Ikebukuro – Tokyo’s Chinatown?

  • Profiles of the Day
  • More at Japan Probe Friends...

    The Asahi reports that a group in Tokyo is trying to organize the 200 Chinese enterprises around Ikebukuro station into forming an official Chinatown. It might sound like a good idea to boost tourism, but some Japanese shopkeepers in the area are not pleased:

    For the past 40 years, the Nishiguchi shopkeepers’ association has run tourist events, including the large Fukuro Festival in autumn held near Ikebukuro station. That event attracted 1.2 million visitors last year.

    To make the area more welcoming to families and shoppers, the Nishiguchi association regularly patrols the area to weed out unsavory elements, including touts for massage parlors, Miyake said.

    Chinese business operators, the Nishiguchi group says, have hardly joined in their activities at all. They have also refused to pay utility charges for anti-prowler street lights voluntarily installed by local shopkeepers, he says.

    The Japanese store operators have also complained in the past about their Chinese counterparts ignoring trash disposal rules and other local regulations.

    According to Miyake, the group has informed the Chinatown group they do not “agree with a plan to call Ikebukuro a Chinatown,” adding that the Chinese had proceeded without the consent of the Japanese business operators who worked on area revitalization for years.

    Meanwhile, some Japanese business owners like the idea of an Ikebukuro Chinatown because they think it will increase the area’s uniqueness and competitiveness against other major shopping areas in Tokyo.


** Exercise aim **
Count the lines that contain the string "caption" in the records beneath, and respond with the number only.

Extracted records
_ _ _ _
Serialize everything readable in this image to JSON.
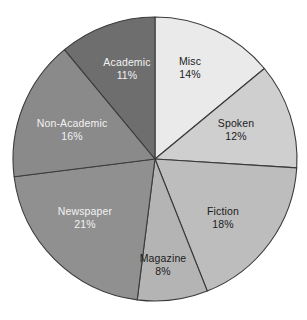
{
  "chart_data": {
    "type": "pie",
    "title": "",
    "subtitle": "",
    "xlabel": "",
    "ylabel": "",
    "grid": false,
    "legend": "none",
    "labels_inside_slices": true,
    "start_angle_deg": 0,
    "direction": "clockwise",
    "total_percent": 100,
    "categories": [
      "Misc",
      "Spoken",
      "Fiction",
      "Magazine",
      "Newspaper",
      "Non-Academic",
      "Academic"
    ],
    "values": [
      14,
      12,
      18,
      8,
      21,
      16,
      11
    ],
    "value_labels": [
      "14%",
      "12%",
      "18%",
      "8%",
      "21%",
      "16%",
      "11%"
    ],
    "slices": [
      {
        "name": "Misc",
        "value": 14,
        "value_label": "14%",
        "color": "#eaeaea",
        "text_color": "#1c1c1c",
        "label_x": 190,
        "label_y": 68
      },
      {
        "name": "Spoken",
        "value": 12,
        "value_label": "12%",
        "color": "#cfcfcf",
        "text_color": "#1c1c1c",
        "label_x": 236,
        "label_y": 130
      },
      {
        "name": "Fiction",
        "value": 18,
        "value_label": "18%",
        "color": "#bdbdbd",
        "text_color": "#1c1c1c",
        "label_x": 223,
        "label_y": 218
      },
      {
        "name": "Magazine",
        "value": 8,
        "value_label": "8%",
        "color": "#b4b4b4",
        "text_color": "#1c1c1c",
        "label_x": 163,
        "label_y": 265
      },
      {
        "name": "Newspaper",
        "value": 21,
        "value_label": "21%",
        "color": "#909090",
        "text_color": "#f2f2f2",
        "label_x": 85,
        "label_y": 218
      },
      {
        "name": "Non-Academic",
        "value": 16,
        "value_label": "16%",
        "color": "#8a8a8a",
        "text_color": "#f2f2f2",
        "label_x": 72,
        "label_y": 130
      },
      {
        "name": "Academic",
        "value": 11,
        "value_label": "11%",
        "color": "#6e6e6e",
        "text_color": "#f2f2f2",
        "label_x": 127,
        "label_y": 69
      }
    ],
    "geometry": {
      "center_x": 155,
      "center_y": 159,
      "radius": 142
    },
    "stroke_color": "#3b3b3b",
    "background_color": "#ffffff"
  }
}
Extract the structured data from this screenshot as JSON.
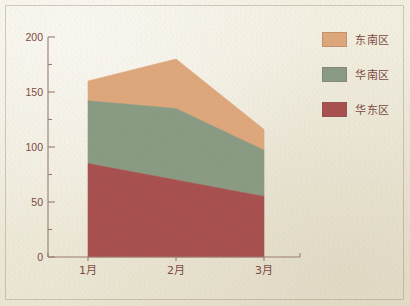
{
  "figure": {
    "background_color": "#f1edde",
    "text_color": "#7b4a41",
    "axis_color": "#9b7c6e"
  },
  "chart_data": {
    "type": "area",
    "stacked": true,
    "title": "",
    "subtitle": "",
    "xlabel": "",
    "ylabel": "",
    "categories": [
      "1月",
      "2月",
      "3月"
    ],
    "ylim": [
      0,
      200
    ],
    "yticks": [
      0,
      50,
      100,
      150,
      200
    ],
    "ytick_labels": [
      "0",
      "50",
      "100",
      "150",
      "200"
    ],
    "y_minor_ticks": [
      25,
      75,
      125,
      175
    ],
    "grid": false,
    "legend_position": "right",
    "series": [
      {
        "name": "华东区",
        "color": "#a8504f",
        "values": [
          85,
          70,
          55
        ],
        "cumulative_top": [
          85,
          70,
          55
        ]
      },
      {
        "name": "华南区",
        "color": "#8a9b84",
        "values": [
          57,
          65,
          42
        ],
        "cumulative_top": [
          142,
          135,
          97
        ]
      },
      {
        "name": "东南区",
        "color": "#dfa77c",
        "values": [
          18,
          45,
          19
        ],
        "cumulative_top": [
          160,
          180,
          116
        ]
      }
    ],
    "totals": [
      160,
      180,
      116
    ]
  },
  "legend": {
    "items": [
      {
        "label": "东南区",
        "color": "#dfa77c"
      },
      {
        "label": "华南区",
        "color": "#8a9b84"
      },
      {
        "label": "华东区",
        "color": "#a8504f"
      }
    ]
  },
  "axes": {
    "y_labels": [
      "200",
      "150",
      "100",
      "50",
      "0"
    ],
    "x_labels": [
      "1月",
      "2月",
      "3月"
    ]
  }
}
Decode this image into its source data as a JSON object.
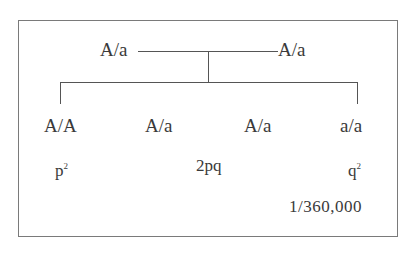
{
  "diagram": {
    "type": "pedigree-cross",
    "parents": [
      {
        "genotype": "A/a"
      },
      {
        "genotype": "A/a"
      }
    ],
    "offspring": [
      {
        "genotype": "A/A"
      },
      {
        "genotype": "A/a"
      },
      {
        "genotype": "A/a"
      },
      {
        "genotype": "a/a"
      }
    ],
    "frequencies": [
      {
        "base": "p",
        "exp": "2"
      },
      {
        "text": "2pq"
      },
      {
        "base": "q",
        "exp": "2"
      }
    ],
    "incidence": "1/360,000",
    "colors": {
      "line": "#555555",
      "border": "#7a7a7a",
      "text": "#3a3a3a"
    }
  }
}
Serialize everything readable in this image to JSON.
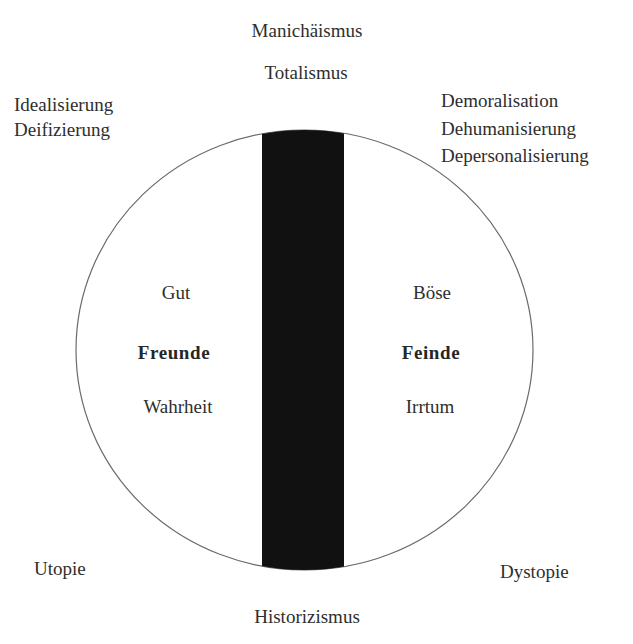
{
  "diagram": {
    "shape": "ellipse-divided-by-bar",
    "colors": {
      "background": "#ffffff",
      "outline": "#6a6a6a",
      "divider": "#111111",
      "text": "#2e2e2e"
    },
    "top": {
      "line1": "Manichäismus",
      "line2": "Totalismus"
    },
    "top_left": {
      "lines": [
        "Idealisierung",
        "Deifizierung"
      ]
    },
    "top_right": {
      "lines": [
        "Demoralisation",
        "Dehumanisierung",
        "Depersonalisierung"
      ]
    },
    "left_half": {
      "upper": "Gut",
      "main": "Freunde",
      "lower": "Wahrheit"
    },
    "right_half": {
      "upper": "Böse",
      "main": "Feinde",
      "lower": "Irrtum"
    },
    "bottom_left": "Utopie",
    "bottom_right": "Dystopie",
    "bottom": "Historizismus"
  }
}
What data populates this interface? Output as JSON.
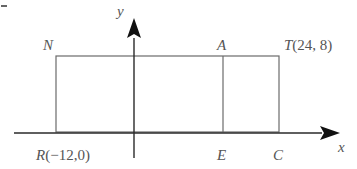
{
  "diagram": {
    "type": "coordinate-geometry",
    "axes": {
      "x_label": "x",
      "y_label": "y"
    },
    "points": {
      "N": {
        "label": "N"
      },
      "A": {
        "label": "A"
      },
      "T": {
        "label": "T",
        "coords": "(24, 8)"
      },
      "R": {
        "label": "R",
        "coords": "(−12,0)"
      },
      "E": {
        "label": "E"
      },
      "C": {
        "label": "C"
      }
    },
    "shapes": [
      {
        "name": "rectangle",
        "vertices": [
          "R",
          "N",
          "T",
          "C"
        ]
      },
      {
        "name": "segment",
        "from": "A",
        "to": "E"
      }
    ],
    "corner_mark": "-"
  },
  "colors": {
    "line": "#6b6b6b",
    "axis": "#1a1a1a",
    "text": "#555555"
  }
}
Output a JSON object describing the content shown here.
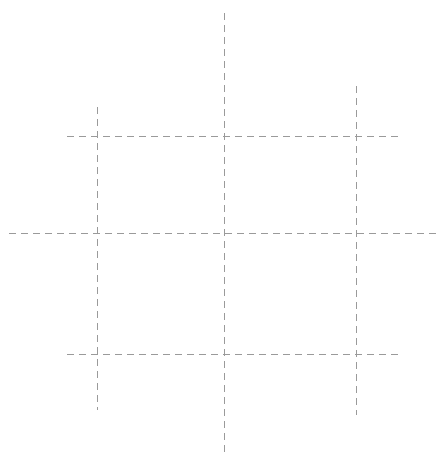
{
  "canvas": {
    "width": 448,
    "height": 461,
    "background": "#ffffff"
  },
  "style": {
    "stroke": "#9a9a9a",
    "stroke_width": 1,
    "dash": "7 5"
  },
  "lines": {
    "vertical": [
      {
        "name": "left-vertical-line",
        "x": 97,
        "y1": 107,
        "y2": 410
      },
      {
        "name": "center-vertical-line",
        "x": 224,
        "y1": 13,
        "y2": 454
      },
      {
        "name": "right-vertical-line",
        "x": 356,
        "y1": 86,
        "y2": 415
      }
    ],
    "horizontal": [
      {
        "name": "top-horizontal-line",
        "y": 136,
        "x1": 67,
        "x2": 398
      },
      {
        "name": "middle-horizontal-line",
        "y": 233,
        "x1": 9,
        "x2": 440
      },
      {
        "name": "bottom-horizontal-line",
        "y": 354,
        "x1": 67,
        "x2": 398
      }
    ]
  }
}
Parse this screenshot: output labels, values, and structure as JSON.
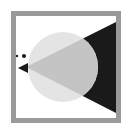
{
  "image": {
    "description": "Abstract geometric icon: gray square frame containing a light circle, a black triangle pointing left, a small black triangle and two dots",
    "colors": {
      "background": "#ffffff",
      "frame": "#9a9a9a",
      "circle": "#e4e4e4",
      "overlap": "#c4c4c4",
      "triangle": "#1a1a1a",
      "dots": "#1a1a1a"
    },
    "shapes": {
      "frame": {
        "x": 13,
        "y": 13,
        "width": 105,
        "height": 107,
        "stroke_width": 5
      },
      "circle": {
        "cx": 63,
        "cy": 67,
        "r": 35
      },
      "big_triangle": {
        "points": "116,22 116,113 26,67"
      },
      "small_triangle": {
        "points": "18,68 28,63 28,73"
      },
      "dot_small": {
        "cx": 17,
        "cy": 56,
        "r": 1.2
      },
      "dot_large": {
        "cx": 24,
        "cy": 56,
        "r": 2
      }
    }
  }
}
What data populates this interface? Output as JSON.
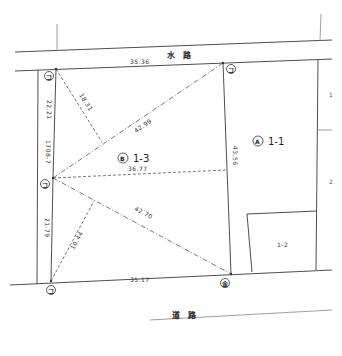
{
  "diagram": {
    "type": "land survey plat",
    "roads": {
      "waterway": "水　路",
      "road": "道　路"
    },
    "parcels": [
      {
        "mark": "A",
        "label": "1-1"
      },
      {
        "mark": "B",
        "label": "1-3"
      },
      {
        "mark": "",
        "label": "1-2"
      },
      {
        "mark": "",
        "label": "1708-7"
      }
    ],
    "dimensions": {
      "top_edge": "35.36",
      "bottom_edge": "35.17",
      "left_upper": "22.21",
      "left_lower": "21.79",
      "right_edge": "43.56",
      "diag_top_right": "42.99",
      "diag_bottom_right": "42.70",
      "horizontal_mid": "36.77",
      "perp_upper": "18.31",
      "perp_lower": "10.44"
    },
    "point_marks": {
      "top_left": "コ",
      "top_right": "コ",
      "left_mid": "コ",
      "bottom_left": "コ",
      "bottom_right": "金"
    },
    "side_labels": {
      "right_1": "1",
      "right_2": "2"
    },
    "colors": {
      "line": "#3a3a3a",
      "background": "#ffffff"
    }
  }
}
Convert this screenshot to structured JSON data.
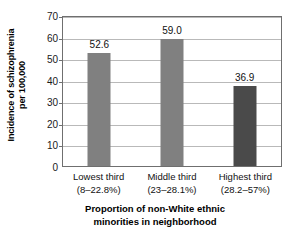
{
  "chart_data": {
    "type": "bar",
    "title": "",
    "categories": [
      "Lowest third",
      "Middle third",
      "Highest third"
    ],
    "category_sublabels": [
      "(8–22.8%)",
      "(23–28.1%)",
      "(28.2–57%)"
    ],
    "values": [
      52.6,
      59.0,
      36.9
    ],
    "value_labels": [
      "52.6",
      "59.0",
      "36.9"
    ],
    "bar_colors": [
      "#808080",
      "#808080",
      "#4a4a4a"
    ],
    "xlabel_line1": "Proportion of non-White ethnic",
    "xlabel_line2": "minorities in neighborhood",
    "ylabel_line1": "Incidence of schizophrenia",
    "ylabel_line2": "per 100,000",
    "ylim": [
      0,
      70
    ],
    "yticks": [
      0,
      10,
      20,
      30,
      40,
      50,
      60,
      70
    ],
    "ytick_labels": [
      "0",
      "10",
      "20",
      "30",
      "40",
      "50",
      "60",
      "70"
    ],
    "grid": true,
    "grid_color": "#b9b9b9",
    "axis_color": "#6f6f6f",
    "legend": "none",
    "background": "#ffffff"
  }
}
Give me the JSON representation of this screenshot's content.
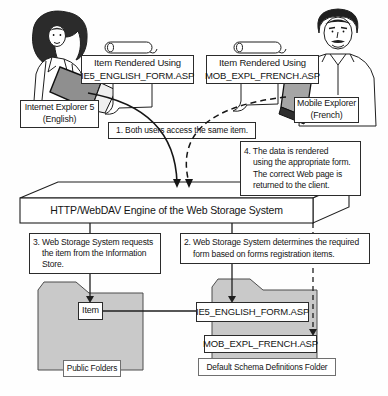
{
  "figure": {
    "left_user": {
      "rendered_using": [
        "Item Rendered Using",
        "IE5_ENGLISH_FORM.ASP"
      ],
      "client": [
        "Internet Explorer 5",
        "(English)"
      ]
    },
    "right_user": {
      "rendered_using": [
        "Item Rendered Using",
        "MOB_EXPL_FRENCH.ASP"
      ],
      "client": [
        "Mobile Explorer",
        "(French)"
      ]
    },
    "steps": {
      "one": [
        "1. Both users access the same item."
      ],
      "two": [
        "2. Web Storage System determines the required",
        "form based on forms registration items."
      ],
      "three": [
        "3. Web Storage System requests",
        "the item from the Information",
        "Store."
      ],
      "four": [
        "4. The data is rendered",
        "using the appropriate form.",
        "The correct Web page is",
        "returned to the client."
      ]
    },
    "engine": {
      "label": "HTTP/WebDAV Engine of the Web Storage System"
    },
    "public_folder": {
      "item": "Item",
      "caption": "Public Folders"
    },
    "schema_folder": {
      "forms": [
        "IE5_ENGLISH_FORM.ASP",
        "MOB_EXPL_FRENCH.ASP"
      ],
      "caption": "Default Schema Definitions Folder"
    },
    "colors": {
      "folder_fill": "#c9c9c9",
      "laptop_fill": "#8f8f8f",
      "device_fill": "#a5a5a5",
      "line_color": "#1f1f1f",
      "box_bg": "#ffffff"
    }
  }
}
_ _ _ _
** Answer space **
2